Unfortunately I think this very much depends on what exactly you're making and which aspects you're focusing on. If it's a game just about buying and selling, you might want to look at things like:

  • How easy it is to grow certain crops at certain times of year: the prices will drop when something is "in season" and everyone can easily grow it.

  • Food fads: can you guess what things are going to be popular and get ahead of that curve?

  • Global market: maybe Pakistan flooded the market for organic potatoes and you can't sell yours for love nor money.

  • Economic trends: are we in a boom or a recession?

But if you're doing more of a traditional Harvest Moon/Stardew Valley/FarmVille style game with a broad range of products, I'd maybe want to think about:

  • How are vegetables different from animals?
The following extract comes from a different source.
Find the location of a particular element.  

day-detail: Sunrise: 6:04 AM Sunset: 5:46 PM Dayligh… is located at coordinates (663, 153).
Vegetables tend to have very low input costs (seeds, fertilizer), but also low sale prices, and then it's all labor. Animals have a lot more up front costs to feed and raise the animal before you get your money back, and higher sale prices, and then the labor per animal is much lower, but over the time spans, there's still not a big profit margin so you still need to keep your time down.
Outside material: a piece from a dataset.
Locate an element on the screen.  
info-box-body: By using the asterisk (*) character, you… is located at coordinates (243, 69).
  • How does the environment make your life interesting? SimCity style disasters? Ongoing things that build up over time? How much do you simulate and how much can you fake with smoke and mirrors and well-written narrative stuff?

For a small vegetable-growing simulation: I think I'd go with a yearly temperature/day-length curve, and some sort of random precipitation generator that has droughts and floods. And then soil nutrition, I think I'd start with pH that affects the availability of the other nutrients, and then maybe three nutrients for roots, leaves, and flowers/fruit. Nutrients could also be differently available at different temperatures (your tomato seedlings turn purple in the spring because phosphorus is less available in cold soil). They can change availability at different rates in different directions of pH changes. Or some could be water soluble and wash out if there's too much rain. They could also interact with each other: in real life calcium and magnesium and phosphorus tend to compete, so maybe your phosphorus is low because the calcium is forcing it out, so adding more won't help. I think there's PLENTY of room for complexity here.